It's all Dansk to me
I thought traveling in Denmark would be a cinch because everybody here speaks English. They do, but a lot of traveling involves reading signs and following directions, which, in this case is written in Danish.How can a Germanic language be so incomprehensible? At least with French, Spanish and Italian, I could guess the meaning of words but Danish only has a few grammatical and basic vocabulary terms in common with English, or it seems that way.
Here's a few examples of how the two are alike:
- "Fra" and "til" means "from" and "to" when used with dates.
- "Hej" is pronounced "hey" and serves roughly the same function in greeting people.
- "Tak" means "thanks" and sound a little like it, too.
- "Ja" is pronounced "ya" and means "ya," well, "yes."
But that's about it. At least with the Romance languages, you can guess more meaningful vocabulary terms. If you see "zupa de pesce" or hear a waiter say it, it's not that hard to conclude correctly that "zupa" is "soup" and "pesce" means "fish" or "piscine." I can't even read a can of soup at the Danish supermarket. It could be anything in there. Fish balls, chicken nuggets, matzo balls, who knows? I ran across a sign in front of somebody's garage this morning and it looked like it could've been poetry or a declaration of love or "don't block my driveway, assclown."
I blame Bill the Badass, which is what William the Conqueror would've been known had he been alive today. Old English and the Scandinavian languages used to be closer until Bill showed up with his army of, ironically enough, French-speaking Scandinavians and changed the English language by fire and the sword.
In the way that few native English speakers can speak Danish, all Danes speak English and very well. Oddly enough, most Danes I've spoken with have American accents and not British despite the proximity. As I've mentioned elsewhere, some Finns told a friend of mine that Scandinavian TV does not dub American movies and, consequently, that's how a lot of Scandinavians learned their accent.
Their use of the language is pretty clever, too, judging by the store signs I've seen. One is called "Kitsch Bitch," which I assume is a playful way to refer to their customers. Yeah, it looked like kitsch for women. Another is called "Golddigger" and if I were a golddigger, that's what I'd wear. And best of all, the Carlsberg beer advertising on Hans Christen Andersen Boulevard: "Probably the best beer in town." Who but inferiority-complex ridden Scandinavians could come up with that??

2 Comments:
Fish soup in Danish is "fisk suppe".
I would think that would be easier to figure out than "zupa de pesce". ;)
Thanks for the daily updates... :)
Maybe so but I never did see the word suppe used any where. I've been at two Swedish restaurants the last two days and both times I guessed part of some of the dishes and narrowed my choices down. Otherwise I'd have asked the server to read the entire menu and, apparently, Swedes aren't uniformly fluent in English as I'd come to believe.
Anyway, good old Swedish meatballs is köttbullar. Kött means meat and bullar must mean balls. I actually didn't know this before I ordered. I just asked what is that dish that goes with the lingon (berry) knowing that lingon berry goes with very meaty dishes, which I like.
I narrowed on to another dish at another restaurant by remembering that lax has something to do with salmon. It was roasted salmon.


WORK REQUEST: Here is the task for the records below: repeat exactly the lines from the one with "Image is 481x232 pixels." to the one with "Image is 868x451 pixels.", both included, and nothing else.

Web page and app entries:
--------------------------------

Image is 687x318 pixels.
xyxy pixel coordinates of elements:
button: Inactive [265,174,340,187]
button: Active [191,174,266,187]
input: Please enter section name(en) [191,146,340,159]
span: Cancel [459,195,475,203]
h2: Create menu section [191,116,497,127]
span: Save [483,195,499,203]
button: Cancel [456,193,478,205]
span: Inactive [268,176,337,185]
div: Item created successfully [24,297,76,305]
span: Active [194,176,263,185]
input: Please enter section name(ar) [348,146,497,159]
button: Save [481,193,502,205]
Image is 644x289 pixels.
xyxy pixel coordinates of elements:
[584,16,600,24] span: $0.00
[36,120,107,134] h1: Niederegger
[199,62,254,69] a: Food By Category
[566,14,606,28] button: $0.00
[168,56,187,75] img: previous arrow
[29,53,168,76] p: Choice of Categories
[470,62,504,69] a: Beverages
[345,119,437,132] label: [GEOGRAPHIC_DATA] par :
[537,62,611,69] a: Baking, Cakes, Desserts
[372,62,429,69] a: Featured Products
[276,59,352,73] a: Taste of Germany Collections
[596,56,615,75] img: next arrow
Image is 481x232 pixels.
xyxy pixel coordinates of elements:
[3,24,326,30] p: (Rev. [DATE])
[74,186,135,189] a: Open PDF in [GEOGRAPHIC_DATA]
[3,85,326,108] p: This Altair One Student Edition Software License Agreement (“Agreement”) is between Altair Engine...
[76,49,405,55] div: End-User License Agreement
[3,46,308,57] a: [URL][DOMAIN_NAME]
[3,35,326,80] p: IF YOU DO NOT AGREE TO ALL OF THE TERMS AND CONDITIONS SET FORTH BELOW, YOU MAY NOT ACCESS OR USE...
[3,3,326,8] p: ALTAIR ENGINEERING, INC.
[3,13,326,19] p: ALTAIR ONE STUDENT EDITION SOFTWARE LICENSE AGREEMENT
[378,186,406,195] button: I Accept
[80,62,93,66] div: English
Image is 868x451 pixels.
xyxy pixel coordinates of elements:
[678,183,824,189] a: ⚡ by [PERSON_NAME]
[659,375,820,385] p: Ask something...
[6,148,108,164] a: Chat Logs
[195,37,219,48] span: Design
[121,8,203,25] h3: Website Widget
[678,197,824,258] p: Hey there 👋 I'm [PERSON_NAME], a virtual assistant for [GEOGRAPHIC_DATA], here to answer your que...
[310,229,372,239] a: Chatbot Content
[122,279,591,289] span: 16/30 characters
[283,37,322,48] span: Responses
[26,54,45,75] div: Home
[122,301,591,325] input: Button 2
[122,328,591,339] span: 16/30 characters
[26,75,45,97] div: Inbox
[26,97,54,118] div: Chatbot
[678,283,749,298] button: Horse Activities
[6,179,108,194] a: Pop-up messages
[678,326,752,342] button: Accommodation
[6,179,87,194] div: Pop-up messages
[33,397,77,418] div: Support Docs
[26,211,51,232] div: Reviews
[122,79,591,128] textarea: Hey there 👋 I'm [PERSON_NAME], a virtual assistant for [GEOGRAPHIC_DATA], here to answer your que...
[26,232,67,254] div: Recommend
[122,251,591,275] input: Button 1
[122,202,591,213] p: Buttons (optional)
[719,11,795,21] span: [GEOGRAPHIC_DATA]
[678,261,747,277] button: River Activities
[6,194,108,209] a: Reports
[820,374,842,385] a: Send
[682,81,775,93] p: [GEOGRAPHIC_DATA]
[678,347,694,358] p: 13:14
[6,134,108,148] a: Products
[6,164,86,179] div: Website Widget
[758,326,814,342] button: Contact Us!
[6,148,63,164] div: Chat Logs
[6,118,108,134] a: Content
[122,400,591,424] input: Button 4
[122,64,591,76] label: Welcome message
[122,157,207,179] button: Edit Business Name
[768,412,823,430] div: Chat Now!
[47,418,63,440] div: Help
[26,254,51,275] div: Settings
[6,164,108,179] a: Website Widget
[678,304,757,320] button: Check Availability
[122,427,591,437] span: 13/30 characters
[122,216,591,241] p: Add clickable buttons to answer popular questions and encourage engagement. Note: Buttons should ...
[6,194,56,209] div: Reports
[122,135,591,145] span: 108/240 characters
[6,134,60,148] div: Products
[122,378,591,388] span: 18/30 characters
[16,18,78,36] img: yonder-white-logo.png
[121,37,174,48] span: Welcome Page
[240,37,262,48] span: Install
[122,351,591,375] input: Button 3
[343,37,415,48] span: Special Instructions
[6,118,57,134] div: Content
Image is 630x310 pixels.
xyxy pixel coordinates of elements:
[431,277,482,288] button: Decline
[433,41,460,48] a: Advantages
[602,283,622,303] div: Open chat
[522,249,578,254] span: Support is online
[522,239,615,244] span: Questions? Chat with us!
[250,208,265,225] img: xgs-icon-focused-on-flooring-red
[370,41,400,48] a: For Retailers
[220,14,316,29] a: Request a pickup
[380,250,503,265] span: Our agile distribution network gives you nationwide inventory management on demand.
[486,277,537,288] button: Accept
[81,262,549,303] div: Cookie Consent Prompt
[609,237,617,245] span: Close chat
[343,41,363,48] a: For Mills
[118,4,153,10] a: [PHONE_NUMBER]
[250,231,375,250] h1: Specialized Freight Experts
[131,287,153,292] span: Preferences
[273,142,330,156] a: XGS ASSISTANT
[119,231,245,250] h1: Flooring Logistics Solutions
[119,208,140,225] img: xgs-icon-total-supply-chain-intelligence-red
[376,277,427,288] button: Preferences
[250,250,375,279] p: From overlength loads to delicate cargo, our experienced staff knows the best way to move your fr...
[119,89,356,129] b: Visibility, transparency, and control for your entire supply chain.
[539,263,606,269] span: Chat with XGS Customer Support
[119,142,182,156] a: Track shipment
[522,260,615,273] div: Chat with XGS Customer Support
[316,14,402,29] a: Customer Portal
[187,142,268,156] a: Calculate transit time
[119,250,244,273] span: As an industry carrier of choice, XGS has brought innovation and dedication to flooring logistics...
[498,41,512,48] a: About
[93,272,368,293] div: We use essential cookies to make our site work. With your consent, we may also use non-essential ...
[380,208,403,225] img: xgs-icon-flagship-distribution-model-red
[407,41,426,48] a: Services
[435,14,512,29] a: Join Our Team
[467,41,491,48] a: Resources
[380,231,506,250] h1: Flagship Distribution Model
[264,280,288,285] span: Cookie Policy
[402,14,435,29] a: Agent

--------------------------------

ANSWER BELOW:
Image is 481x232 pixels.
xyxy pixel coordinates of elements:
[3,24,326,30] p: (Rev. [DATE])
[74,186,135,189] a: Open PDF in [GEOGRAPHIC_DATA]
[3,85,326,108] p: This Altair One Student Edition Software License Agreement (“Agreement”) is between Altair Engine...
[76,49,405,55] div: End-User License Agreement
[3,46,308,57] a: [URL][DOMAIN_NAME]
[3,35,326,80] p: IF YOU DO NOT AGREE TO ALL OF THE TERMS AND CONDITIONS SET FORTH BELOW, YOU MAY NOT ACCESS OR USE...
[3,3,326,8] p: ALTAIR ENGINEERING, INC.
[3,13,326,19] p: ALTAIR ONE STUDENT EDITION SOFTWARE LICENSE AGREEMENT
[378,186,406,195] button: I Accept
[80,62,93,66] div: English
Image is 868x451 pixels.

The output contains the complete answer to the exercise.